[...] when I trawled for their names on the 1860 census I came up empty. No enslaved African American was named on an antebellum federal census; they were counted, eighty to a page, and the count was made, by 1860 at least, by supplying the rough age, sex, and color of the individual, either black or mulatto. Prior to the search, it had made sense to me that three generations back I might face a wall of silence. But when I discovered the simple facts, witnessed the script on the census ledger, and interpreted the hash marks in a column, the historical record took on another kind of life altogether. It seemed—well, the word I would use is close: uncomfortably present, not in the past, not safely tucked away at all.
[...] when I trawled for their names on the 1860 census I came up empty. No enslaved African American was named on an antebellum federal census; they were counted, eighty to a page, and the count was made, by 1860 at least, by supplying the rough age, sex, and color of the individual, either black or mulatto. Prior to the search, it had made sense to me that three generations back I might face a wall of silence. But when I discovered the simple facts, witnessed the script on the census ledger, and interpreted the hash marks in a column, the historical record took on another kind of life altogether. It seemed—well, the word I would use is close: uncomfortably present, not in the past, not safely tucked away at all.
When black Americans who barely knew the legal names of their own grandparents—people whose ancestry dates back to American shores for ten or eleven generations—look back to the era of bondage, we do this from the perspective of the families that we know today.

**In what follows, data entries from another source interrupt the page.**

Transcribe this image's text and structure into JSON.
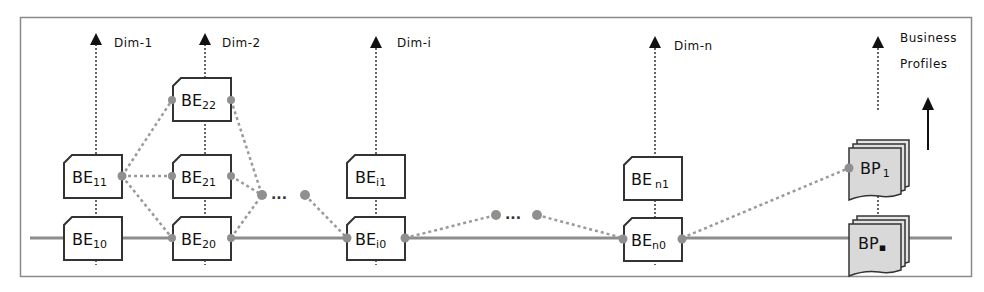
{
  "diagram": {
    "frame": {
      "stroke": "#8a8a8a"
    },
    "colors": {
      "line": "#8c8c8c",
      "dotted": "#9a9a9a",
      "node_dot": "#8f8f8f",
      "box_stroke": "#333333",
      "box_fill": "#ffffff",
      "bp_fill": "#d9d9d9",
      "arrow": "#111111"
    },
    "dimensions": [
      {
        "id": "dim-1",
        "label": "Dim-1"
      },
      {
        "id": "dim-2",
        "label": "Dim-2"
      },
      {
        "id": "dim-i",
        "label": "Dim-i"
      },
      {
        "id": "dim-n",
        "label": "Dim-n"
      }
    ],
    "business_profiles_label": {
      "line1": "Business",
      "line2": "Profiles"
    },
    "entities": {
      "be11": {
        "base": "BE",
        "sub": "11"
      },
      "be10": {
        "base": "BE",
        "sub": "10"
      },
      "be22": {
        "base": "BE",
        "sub": "22"
      },
      "be21": {
        "base": "BE",
        "sub": "21"
      },
      "be20": {
        "base": "BE",
        "sub": "20"
      },
      "bei1": {
        "base": "BE",
        "sub": "i1"
      },
      "bei0": {
        "base": "BE",
        "sub": "i0"
      },
      "ben1": {
        "base": "BE",
        "sub": "n1"
      },
      "ben0": {
        "base": "BE",
        "sub": "n0"
      }
    },
    "profiles": {
      "bp1": {
        "base": "BP",
        "sub": "1"
      },
      "bpn": {
        "base": "BP",
        "sub": "▪"
      }
    },
    "ellipsis": "..."
  }
}
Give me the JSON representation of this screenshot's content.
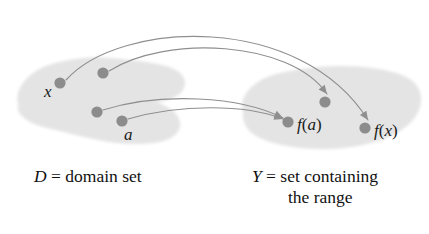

The now-grandfatherly male cousins we have who have never, in all of their lives, had regular employment. The people known by “street” names, who never grew into adult names. The sisters, aunts, and female cousins raising children in poverty, sometimes with genteel flair, sometimes not. We are seeing immigrants of every hue offer lip service to our historic plight, take advantage of the legislation that we pioneered for two centuries, and then pass us by. We are thinking about the mental illness that seems as much a style as a neurological disorder. We are thinking about black people using illegal drugs and frowned-upon remedies for a hundred years for the same reason that tens of millions of Americans have sought prescriptions from physicians for relief. We are thinking about people who, for as long as they can recall, have experienced a simmering anger that was sometimes addressed with alcohol and narcotics, an anger that became a kind of manufactured commodity that fed an industry of incarceration, security, and hospitalization. We are thinking about neglected communities and decaying houses and public services that operate under multiple standards. We are thinking that in every new place we have ever traveled in the United States, we found a community with posh homes, quaint comfortable businesses that catered to desires we had yet to fully form, and regular traditions that we found enchanting and seductive—and yet just on the other side of the tracks were the crumbling huts for us. Even when these wore fresh coats of lavender or lime or canary or fuchsia paint, it didn’t ease our sight of blemish on the country that willed it.
this killed me
When black Americans who barely knew the legal names of their own grandparents—people whose ancestry dates back to American shores for ten or eleven generations—look back to the era of bondage, we do this from the perspective of the families that we know today. The now-grandfatherly male cousins we have who have never, in all of their lives, had regular employment. The people known by “street” names, who never grew into adult names. The sisters, aunts, and female cousins raising children in poverty, sometimes with genteel flair, sometimes not. We are seeing immigrants of every hue offer lip service to our historic plight, take advantage of the legislation that we pioneered for two centuries, and then pass us by. We are thinking about the mental illness that seems as much a style as a neurological disorder. We are thinking about black people using illegal drugs and frowned-upon remedies for a hundred years for the same reason that tens of millions of Americans have sought prescriptions from physicians for relief. We are thinking about people who, for as long as they can recall, have experienced a simmering anger that was sometimes addressed with alcohol and narcotics, an anger that became a kind of manufactured commodity that fed an industry of incarceration, security, and hospitalization. We are thinking about neglected communities and decaying houses and public services that operate under multiple standards. We are thinking that in every new place we have ever traveled in the United States, we found a community with posh homes, quaint comfortable businesses that catered to desires we had yet to fully form, and regular traditions that we found enchanting and seductive—and yet just on the other side of the tracks were the crumbling huts for us. Even when these wore fresh coats of lavender or lime or canary or fuchsia paint, it didn’t ease our sight of blemish on the country that willed it.